If the bank had performed well, or your sector was in fashion, or you had brown-nosed the boss at just the right time, you could easily receive double what an equally competent colleague received. I have no doubt that I consistently got significantly more than an infinitely more talented team member simply because I projected an image of a deeply disloyal employee who would jump ship should I not receive “my due” (!). My endearing but foolish colleague gave the impression of being a spoddy lifer who would accept whatever paltry sum he received, while I spent the weeks preceding “B-day” pretending to receive countless calls from headhunters (in fact my aunty Marge).


The bonus system not only upped the ante when it came to toxic office politics, it actually rewarded Machiavellian toerags like me who spent more time manipulating perceptions than generating commission.

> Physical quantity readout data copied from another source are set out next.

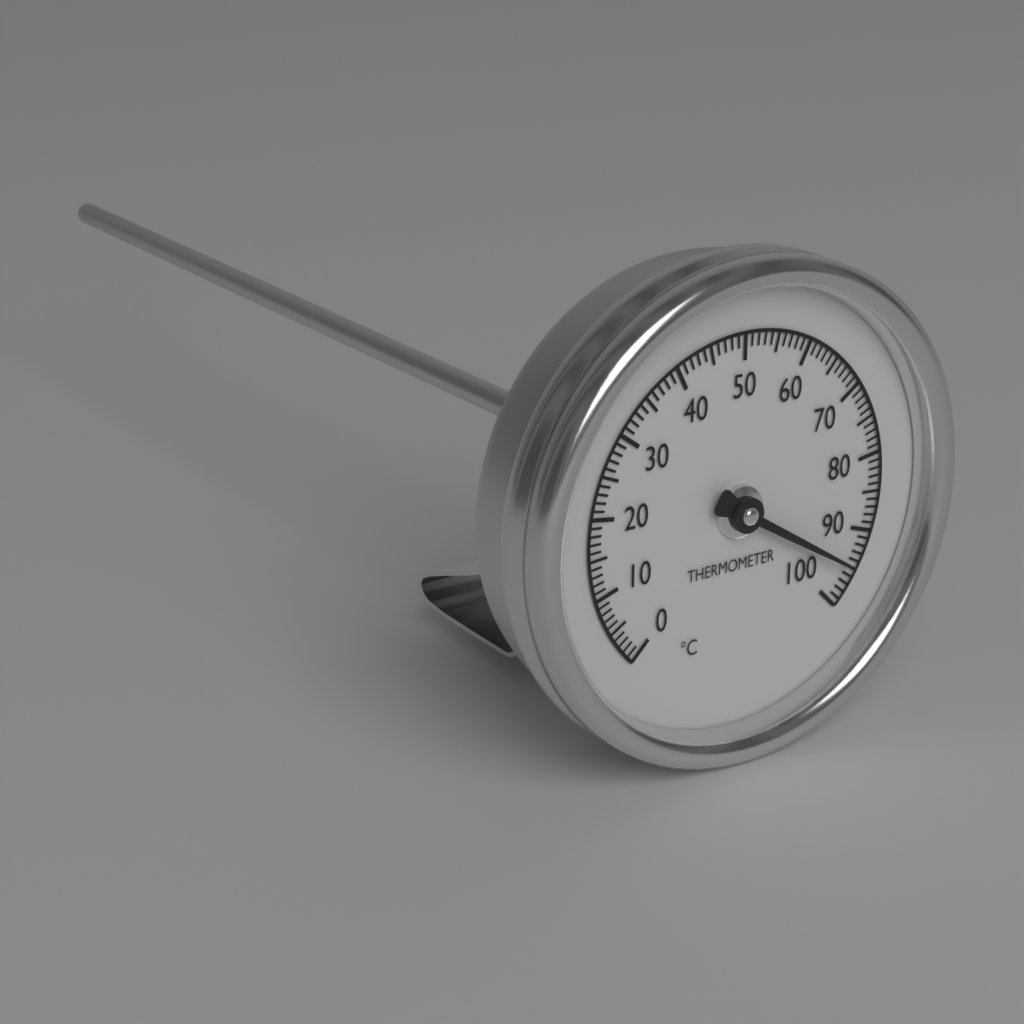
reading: 95 °C
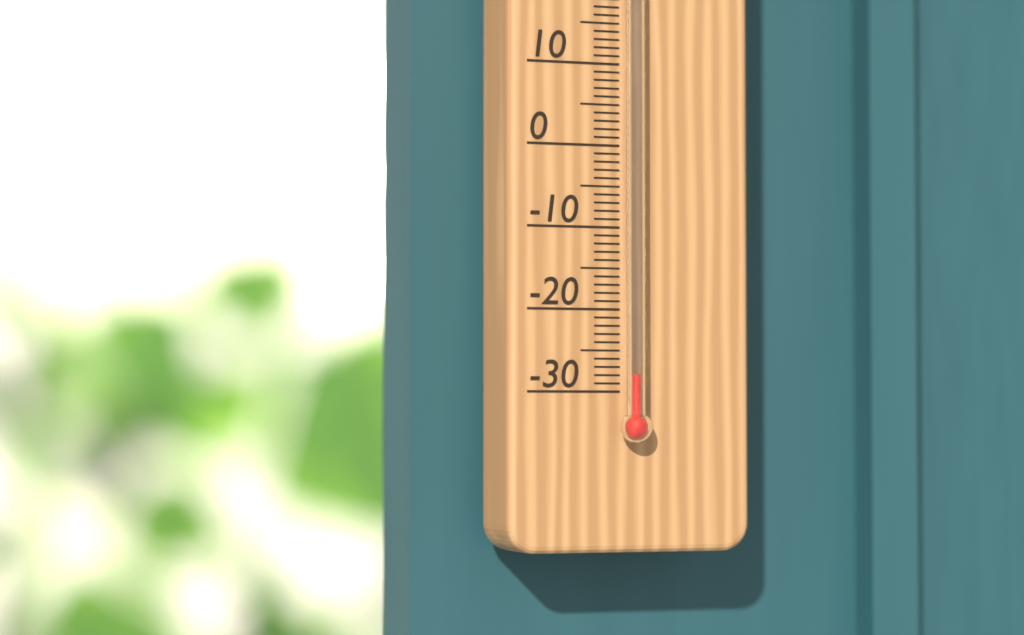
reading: -28 °C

A return to huge variable bonuses means that bankers can now look forward to all their colleagues stabbing them in the back as they compete for a bigger portion of a necessarily finite bonus pool.


But a return of toxic office politics is the least of our worries. If City bonuses can be huge then reckless, short-term gambling is the only sensible response. The bonus system is asymmetrical in that large bets that go right will increase your bonus, but those that tank do not result in money being removed from your bulging wallet. Combine that absurd dynamic with the ever-present fear that this lucrative casino’s days are numbered and the temptation is to put all your chips on red — especially since it’s not your money you’re betting with!

And most observers would agree that short-term reckless gambling is what brought capitalism to its knees in 2008-09.


Massive variable bonuses also encourage criminal practices such as insider trading and market manipulation, which were rife 20 years ago because the risk of being caught was so minimal and the rewards so vast. So, we can all look forward to a return to those “victimless crimes” which are actually not victimless at all, with the people losing out generally being the unwitting pension funds that were conned into selling shares to dodgy hedge funds just before their prices sky-rocketed after a takeover approach. That’s right, those lovely bankers are stealing directly from your granny!


Those bankers will also now once again be incentivised to use their big brains to conjure up near-term profits that later prove to be illusory, safe in the knowledge that they will receive huge bonuses that cannot be clawed back once the con trick has been revealed.


This rational response to a one-way unrestrained bonus system explains why bankers created preposterous financial products such as the sub-prime collateralised debt obligations that were the principal culprit behind the 2008-09 crisis, despite the fact that they only made sense if property prices kept rising and interest rates stayed low for decades. It may surprise you to discover that most bankers are marginally more interested in lining their own pockets than considering the negative impact their actions have on society.

Geraint Anderson is the author of Cityboy: Beer and Loathing in the Square Mile


Investment Synergy - Market manipulation, machiavellian designed financial products, irresponsible attitudes and actions by alleged rainmakers...... has anything ´really´ changed?